IT has been said that all nations create their own histories and that all national histories are based on a necessary misreading of the past. Our misreadings had another twist in the tale as it were the Europeans who for the first time formulated an idea of our collective past. Scholars have tried to switch from nation to region to locality in their attempt to create more viable units of study. Others have created imagined communities with disastrous consequences for our present.

Upinder Singh’s work is more in the nature of meditations on our ancient Indian past. She attempts to discover the ideational structure of the Indian world. She hopes to wrest meanings out of our rich traditions of poetry and art, along with a little bit of digging in archaeology.

Singh’s book emerged from what was a series of classroom lectures. The sparkling prose and the attempt to explain as many terms as possible would make it an exceptionally rich experience for students. Each of the five chapters — ‘Inequality and Salvation’, ‘Desire and Detachment’, ‘Goddesses and Misogyny’, ‘Violence and Non-violence’ and ‘Debate and Conflict’— represents a contradictory aspect of Indian civilisation.

History textbooks are frequently crowded with names of poets and dramatists and, sometimes, slightly enriched with quotations from their works, too. However, we rarely get a feel of the beautiful poetry itself. On the other hand, the parallel tradition of scholarship in literary studies seems to have largely banished history from its ambit of enquiry. Upinder Singh brings the two together. A scholarly monograph embedded in the discipline of history, written in engaging prose, swimming in an ocean of poetry and beautiful illustrations (though poorly reproduced).

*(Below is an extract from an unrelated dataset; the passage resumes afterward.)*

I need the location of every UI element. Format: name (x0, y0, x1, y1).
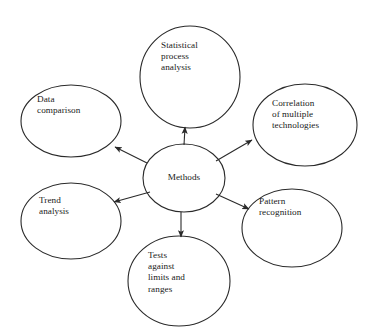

The author’s deep scholarship is stamped across the volume, which is no patriotic reverie about our nation’s past. She is acutely aware of the contradictions that existed between our ideas of desire and fulfilment on one side and renunciation and release on the other, and the ambiguity about notions of violence and non-violence running through the Upanishads and the Mahabharata. The way Singh has woven her narrative makes for fascinating reading. Even more breathtaking are the parallels drawn between ancient practices and continuities in modern times.

As a reader, I would want the narrative to continue with some examples from the ‘medieval period’. The saints and poets from the Bhakti-Sufi traditions would have enriched the discussion. Minor errors like mentioning Appar as a Vaishnava saint are exceptions to a well-written, informative work of scholarship. ‘Ancient India: Culture of Contradictions’ brings in fresh air.

The volume raises indirectly related issues: is an essay on contradictions justified if we were to say that every civilisation had similar contradictions? Paraphrasing Ramanujan somewhat, is there anything like ‘Indian civilisation’? Is it possible that the contradictions we talk about were simply unrelated experiences divided by time and space? After all, ‘Indian civilisation’ is a recent construct.